Through our long association with Second City director Sheldon Patinkin (our comedy guru since 1981) and our brief partnership with Second City owner Bernie Sahlins in the Piper’s Alley Theatre, we Practical Theatre folk got to know the talented denizens of Chicago’s comedy institution at North & Wells, including the infamous Del Close.

Del’s portrait adorns a wall of the iO West main stage, where we’ll be performing.

By the time we met Del Close in the early 80s, he had already performed and directed for Second City, then moved to San Francisco where he directed another classic improv comedy group, The Committee, and toured with Ken Kesey’s Merry Pranksters. Del spent the early 80s in New York, as “House Metaphysician” at Saturday Night Live, coaching the cast and further burnishing his reputation as a major influence on modern American comedy.
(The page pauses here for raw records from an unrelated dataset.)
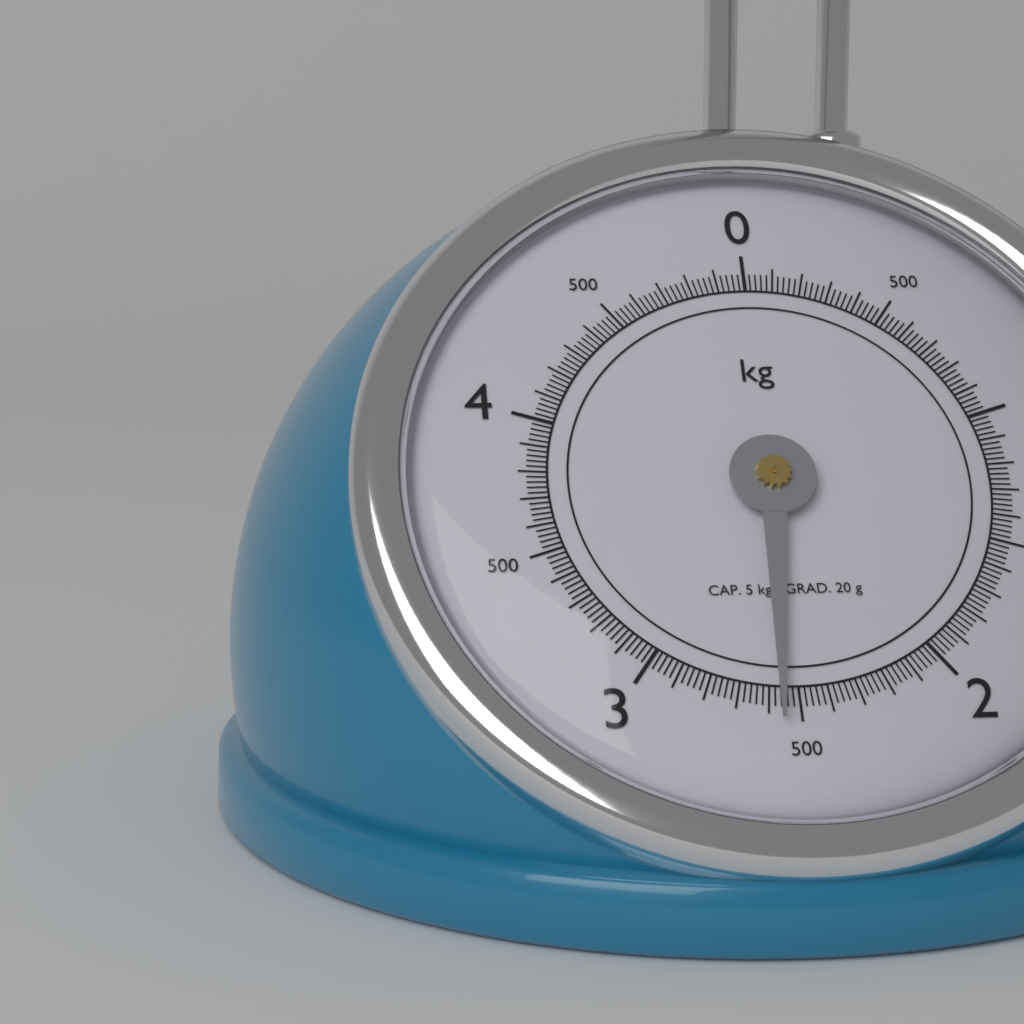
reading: 2.56 kg
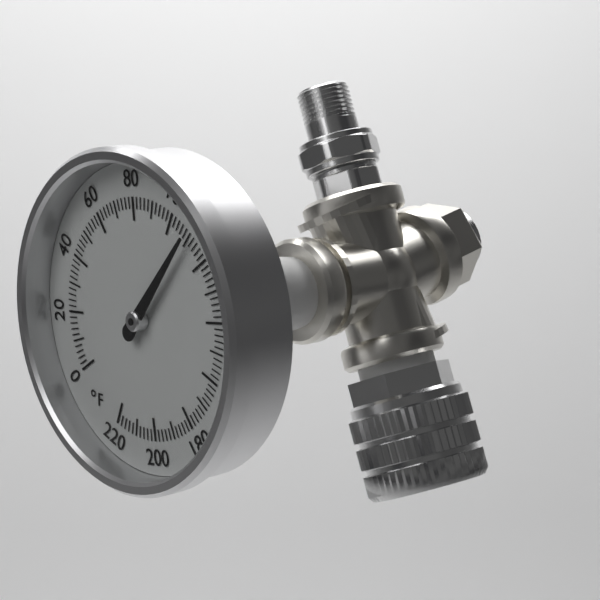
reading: 110 °F
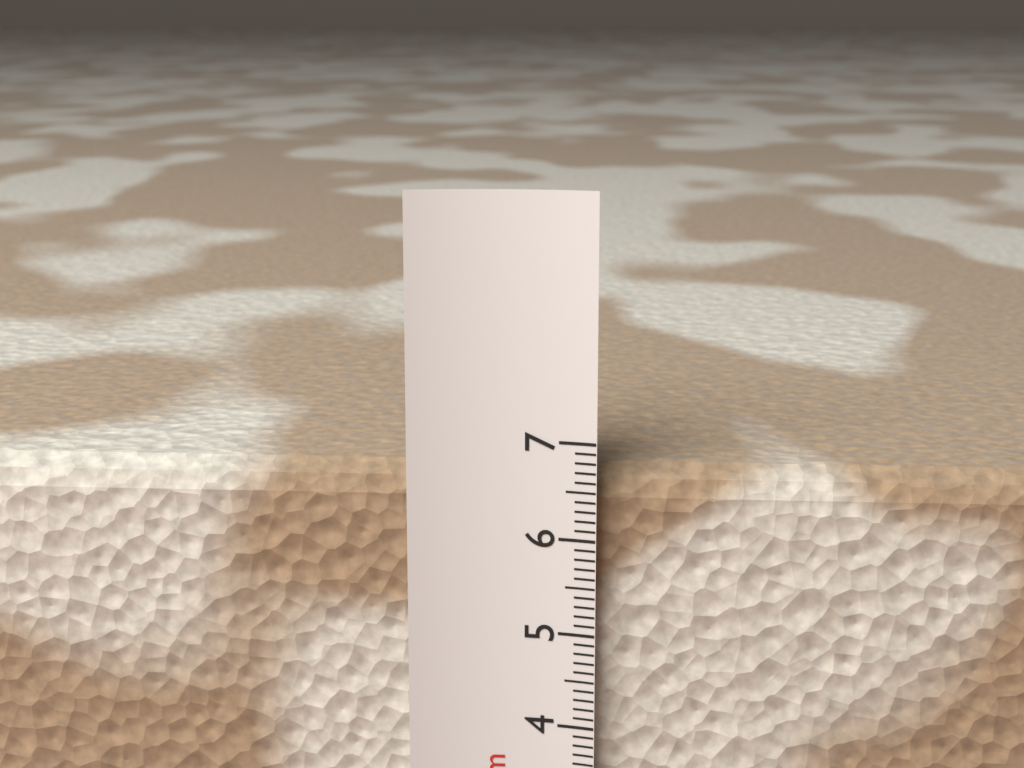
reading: 6.7 cm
I got to know Del better when we were both cast in a 1984 Goodman Theatre production of A Christmas Carol. I was the Ghost of Christmas Past and Del was the Ghost of Christmas Present. Around this time, I tried to develop a Practical Theatre show with Del – a project we called The Secret Show: a revolutionary new revue to be written and performed by Rush Pearson and me as humorous henchmen in the service of a mad comic scientist to be played by Del.
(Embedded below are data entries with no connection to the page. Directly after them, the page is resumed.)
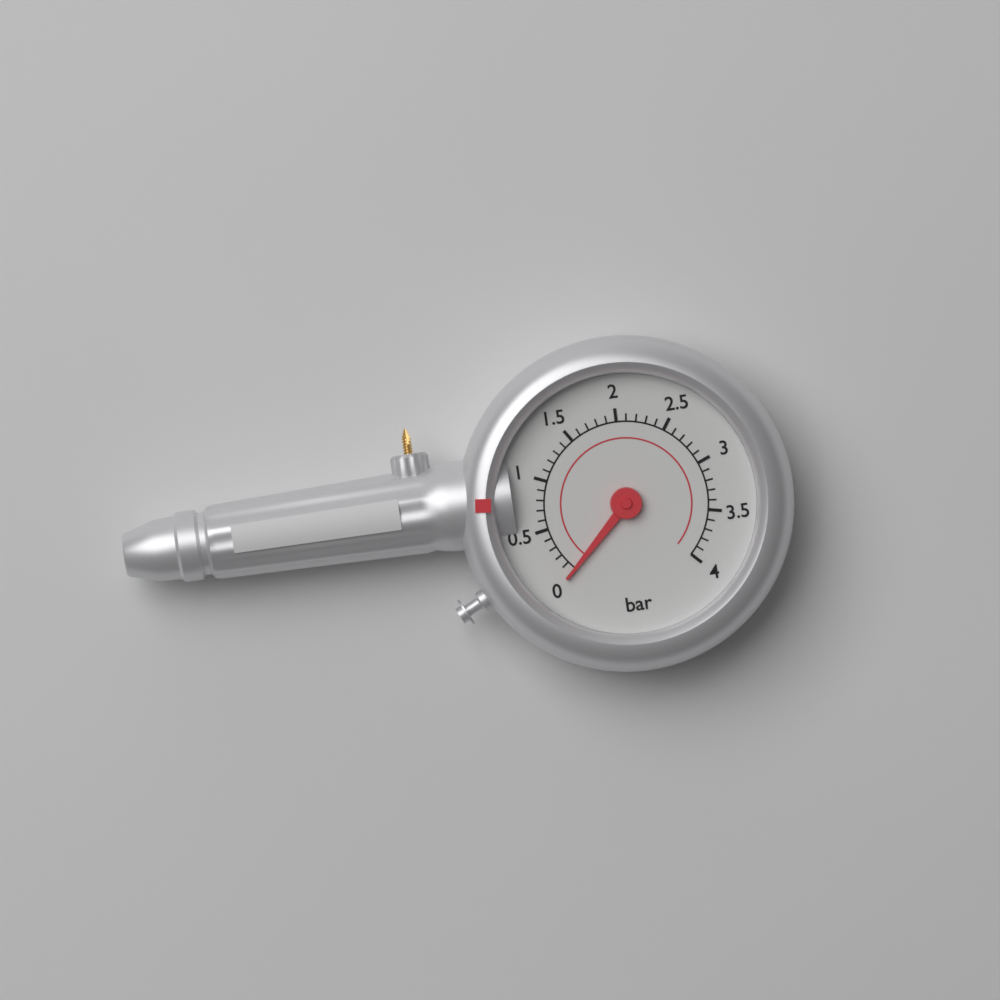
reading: 0.0 bar
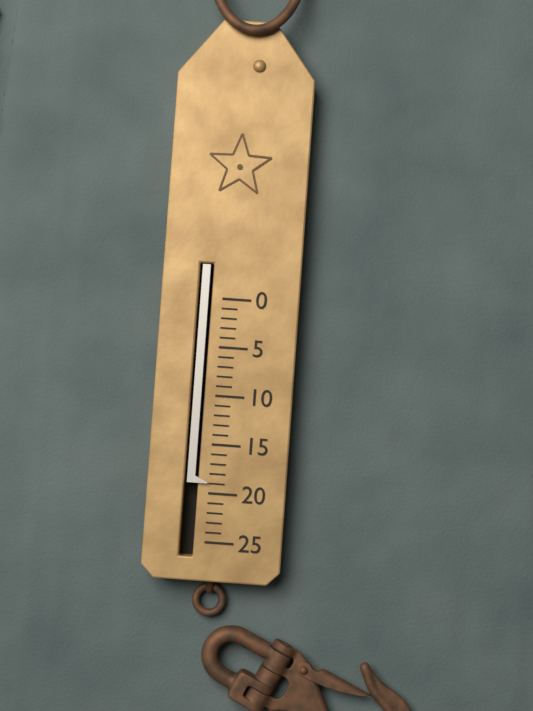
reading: 19 (no unit)
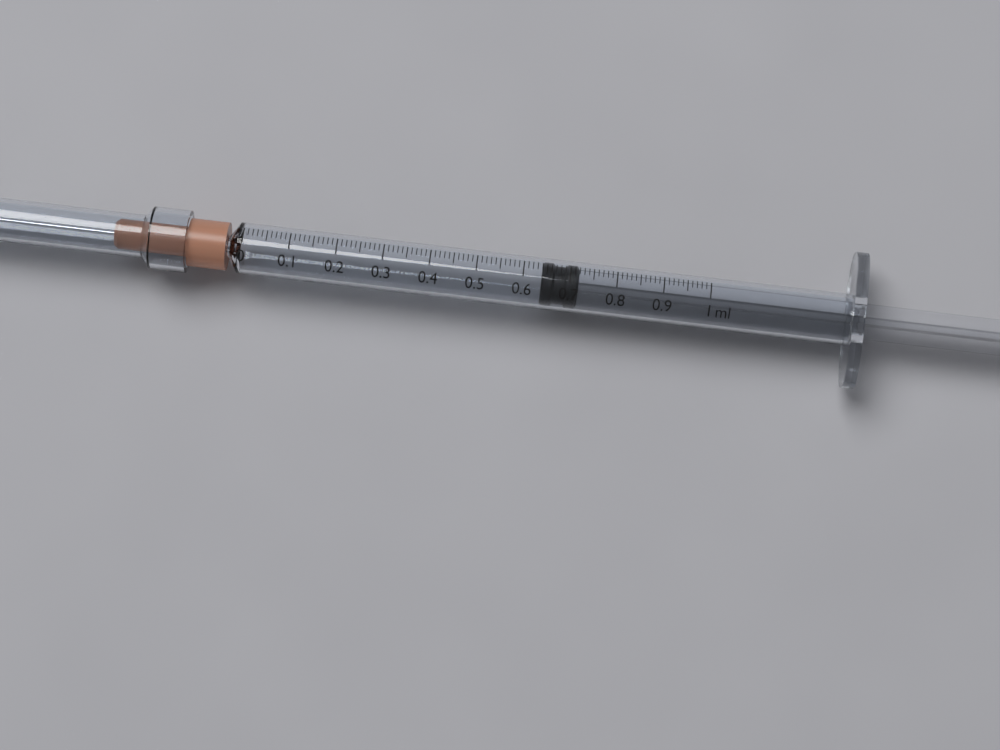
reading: 0.64 ml
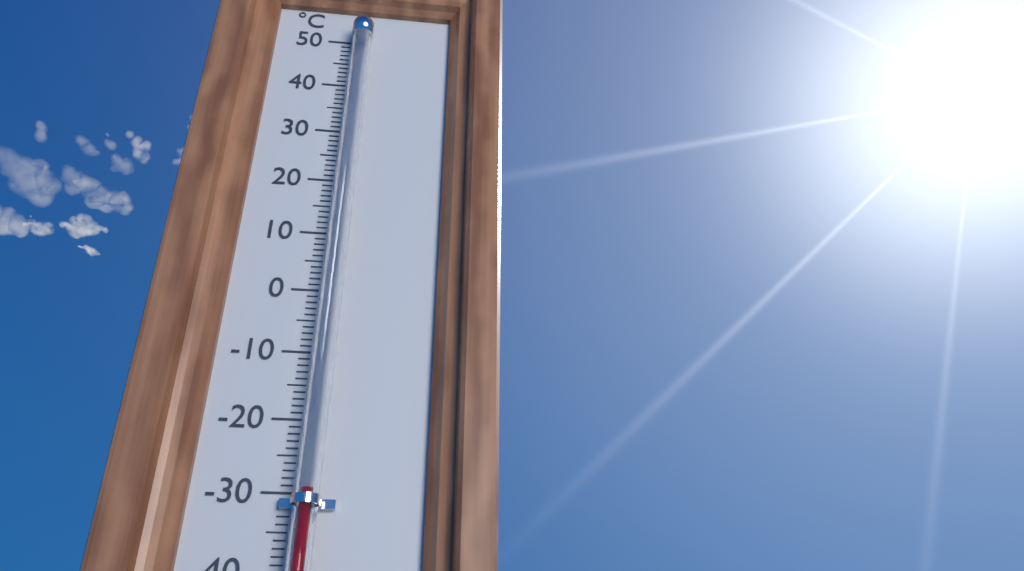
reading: -30 °C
The Secret Show never happened, but Del was enshrined as an honorary member of The Practical Theatre ensemble in 1985 at a ritual in which Del dipped his feet in red paint and stomped his iconic footprints into the sidewalk in front of The John Lennon Auditorium at 703 Howard Street in Evanston.

At the time we were contemplating The Secret Show, Del was busy teaching improv and collaborating with Charna Halpern. Close was working with Charna at the ImprovOlympic Theater, which she’d founded and briefly run with David Shepherd, one of the founders of the Compass Players (the forerunner to The Second City). We got to know Charna when we were both doing shows at the late, lamented, counter-cultural nightclub, CrossCurrents on Belmont in Chicago.

More than a quarter of a century later, Victoria and I reconnected with Charna when we both made presentations at The Chicago Theatre Symposium in the spring of last year – and again when she came to Rogers Park during the holidays see “The Vic & Paul Show” at Mayne Stage.

The rest is much more recent history.

So, join us at the iO West Theatre August 9-12th.

You can check out those famous hand and footprints at Grauman’s before the show.